Hi all,
I've got a weird problem using a function passed to curlopt_writefunction,
using cURL library (easy interface) version 7.19.7 on a Redhat EL 5.4 system.
I'm using libcurl as part of a C++ application to send/receive checkout
requests and notifications to Google Checkout. I've got this working perfectly
on the same system talking to a different server in a different application,
and as far as I can tell the code is virtually identical so I'm not sure where
it's going wrong.
In the working application, cURL passes 1 as the size parameter and the number
of characters (e.g. 16,384 = 16K) as the nmemb parameter to my write function.

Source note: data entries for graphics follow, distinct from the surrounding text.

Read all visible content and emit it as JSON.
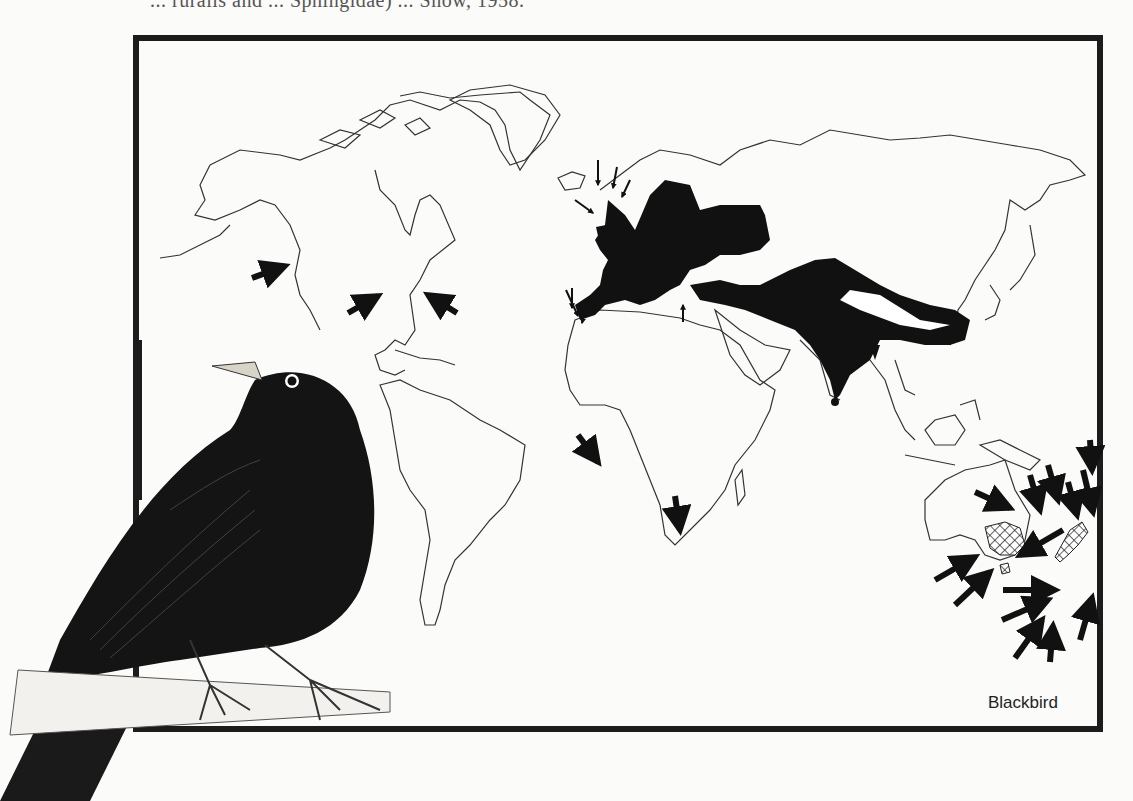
{
  "header": {
    "cropped_text": "... ruralis and ... Sphingidae) ... Snow, 1958."
  },
  "map": {
    "title_label": "Blackbird",
    "colors": {
      "native_range": "#111111",
      "introduced_range_hatch": "#222222",
      "coastline": "#333333",
      "frame": "#1c1c1c",
      "background": "#fbfbfa"
    },
    "legend": [
      {
        "symbol": "solid-black",
        "meaning": "native breeding range"
      },
      {
        "symbol": "cross-hatch",
        "meaning": "introduced range"
      },
      {
        "symbol": "arrow",
        "meaning": "vagrant / occurrence records"
      }
    ],
    "regions_marked": [
      "Europe",
      "North Africa",
      "Middle East",
      "Central Asia",
      "India",
      "South China",
      "SE Australia",
      "Tasmania",
      "New Zealand"
    ],
    "arrow_locations": [
      "Pacific NW America",
      "Great Lakes",
      "US East Coast",
      "Iceland",
      "Faroe Islands",
      "Norway coast",
      "Ireland",
      "Azores",
      "Canary Islands",
      "Madeira",
      "Eastern Mediterranean",
      "Gulf of Guinea",
      "South Africa",
      "Burma",
      "Lord Howe Island",
      "Norfolk Island",
      "Kermadec Islands",
      "Chatham Islands",
      "Subantarctic Islands"
    ]
  },
  "illustration": {
    "subject": "Blackbird perched on branch"
  }
}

But, in the new one that doesn't work, I'm getting huge size and nmemb
parameters that are causing the application to try and allocate 3GB of memory!
Here's a GDB output at the point my write function is called:
Breakpoint 1, aspire_platform::GoogleCheckoutClient::OnDataRead (
this=0x80ee011, ptr=0x1, size=307, nmemb=11936960, stream=0x0)

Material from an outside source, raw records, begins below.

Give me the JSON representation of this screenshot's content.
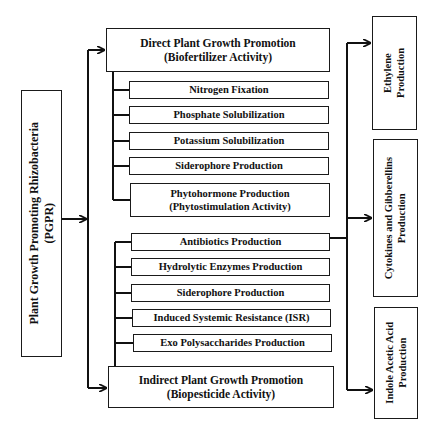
{
  "root": {
    "line1": "Plant Growth Promoting Rhizobacteria",
    "line2": "(PGPR)"
  },
  "direct": {
    "title": "Direct Plant Growth Promotion",
    "subtitle": "(Biofertilizer Activity)",
    "items": [
      {
        "label": "Nitrogen Fixation"
      },
      {
        "label": "Phosphate Solubilization"
      },
      {
        "label": "Potassium Solubilization"
      },
      {
        "label": "Siderophore Production"
      },
      {
        "label": "Phytohormone Production",
        "label2": "(Phytostimulation Activity)"
      }
    ]
  },
  "indirect": {
    "title": "Indirect Plant Growth Promotion",
    "subtitle": "(Biopesticide Activity)",
    "items": [
      {
        "label": "Antibiotics Production"
      },
      {
        "label": "Hydrolytic Enzymes Production"
      },
      {
        "label": "Siderophore Production"
      },
      {
        "label": "Induced Systemic Resistance (ISR)"
      },
      {
        "label": "Exo Polysaccharides Production"
      }
    ]
  },
  "outputs": [
    {
      "line1": "Ethylene",
      "line2": "Production"
    },
    {
      "line1": "Cytokines and Gibberellins",
      "line2": "Production"
    },
    {
      "line1": "Indole Acetic Acid",
      "line2": "Production"
    }
  ]
}
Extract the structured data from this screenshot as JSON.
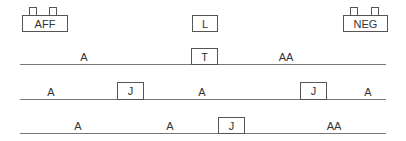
{
  "top": {
    "left_box": "AFF",
    "center_box": "L",
    "right_box": "NEG"
  },
  "rows": [
    {
      "labels": [
        "A",
        "AA"
      ],
      "boxes": [
        "T"
      ]
    },
    {
      "labels": [
        "A",
        "A",
        "A"
      ],
      "boxes": [
        "J",
        "J"
      ]
    },
    {
      "labels": [
        "A",
        "A",
        "AA"
      ],
      "boxes": [
        "J"
      ]
    }
  ],
  "colors": {
    "stroke": "#555555",
    "line": "#777777",
    "text": "#333333"
  }
}
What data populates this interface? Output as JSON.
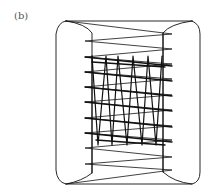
{
  "figure": {
    "panel_label": "(b)",
    "stroke_color": "#111111",
    "background": "#ffffff",
    "outer_box": {
      "left": 55,
      "right": 200,
      "top": 20,
      "bottom": 185
    },
    "cushions": {
      "left_inner_x": 92,
      "right_inner_x": 163
    },
    "horizontal_zigzag": {
      "left_x": 85,
      "right_x": 172,
      "y_levels": [
        34,
        41,
        57,
        72,
        87,
        102,
        118,
        133,
        148,
        157,
        164,
        176
      ]
    },
    "vertical_zigzag": {
      "top_y": 56,
      "bottom_y": 145,
      "top_x": [
        92,
        106,
        118,
        133,
        148,
        162
      ],
      "bottom_x": [
        98,
        112,
        127,
        142,
        156
      ]
    }
  }
}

at /opt/nmail32/aspire_backend/google_lib/src/GoogleCheckoutClient.cpp:236
Notice that the pointer to the data (ptr) has the address of 0x1 which causes a
segfault if I try to read it:
(gdb) p (char*)ptr
$1 = 0x1 <Address 0x1 out of bounds>
Also the "307" passed to the size parameter is actually the size of the data
received - no idea what the nmemb figure is. In my working application, the
size of the data is in the nmemb parameter, and the size parameter is always 1.

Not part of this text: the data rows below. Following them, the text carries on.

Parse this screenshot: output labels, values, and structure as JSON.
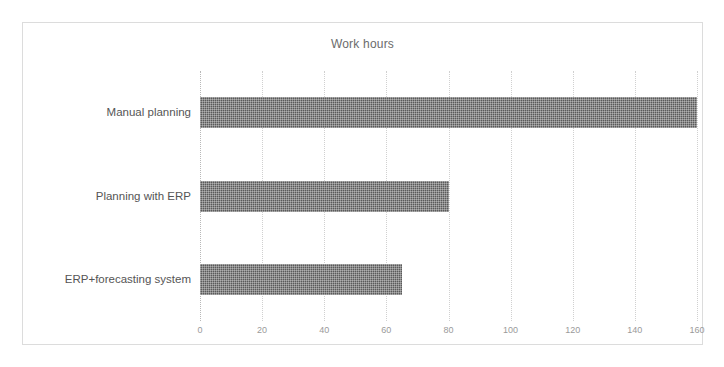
{
  "chart_data": {
    "type": "bar",
    "orientation": "horizontal",
    "title": "Work hours",
    "xlabel": "",
    "ylabel": "",
    "categories": [
      "Manual planning",
      "Planning with ERP",
      "ERP+forecasting system"
    ],
    "values": [
      160,
      80,
      65
    ],
    "series": [
      {
        "name": "Work hours",
        "values": [
          160,
          80,
          65
        ]
      }
    ],
    "xlim": [
      0,
      160
    ],
    "xticks": [
      0,
      20,
      40,
      60,
      80,
      100,
      120,
      140,
      160
    ],
    "xtick_labels": [
      "0",
      "20",
      "40",
      "60",
      "80",
      "100",
      "120",
      "140",
      "160"
    ],
    "grid": true,
    "grid_axis": "x",
    "legend": false,
    "legend_position": "none",
    "bar_color": "#5a5a5a",
    "grid_color": "#d0d0d0",
    "title_color": "#6b6b6b",
    "tick_label_color": "#9a9a9a",
    "category_label_color": "#555555",
    "border_color": "#dcdcdc",
    "background_color": "#ffffff"
  }
}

Any ideas what could cause this? Note that the working application does
typically have 2-3 calls made to my write function (it receives an average of
25KB) whereas this one has tiny responses (average of 300 bytes) - is that
significant?
This is a GDB trace of the same point in the working application:
Breakpoint 1, aspire_platform::OpenSrsClient::OnDataRead (ptr=0x8a6b1cc,
size=1, nmemb=423, stream=0xb624c0)
at /opt/nmail32/aspire_backend/opensrs_lib/src/OpenSrsClient.cpp:299
(gdb) p (char*)ptr
$3 = 0x8a6b1cc "<?xml version='1.0' encoding=\"UTF-8\" standalone=\"no\"
?>\n..."
Both cURL sessions are set up the same - they both POST some XML data to the
remote server, and both servers return HTTP status 200. Also I've just noticed
that the working version has a "stream" pointer passed to it, but the
non-working one doesn't - yet neither sets the option curlopt_writedata.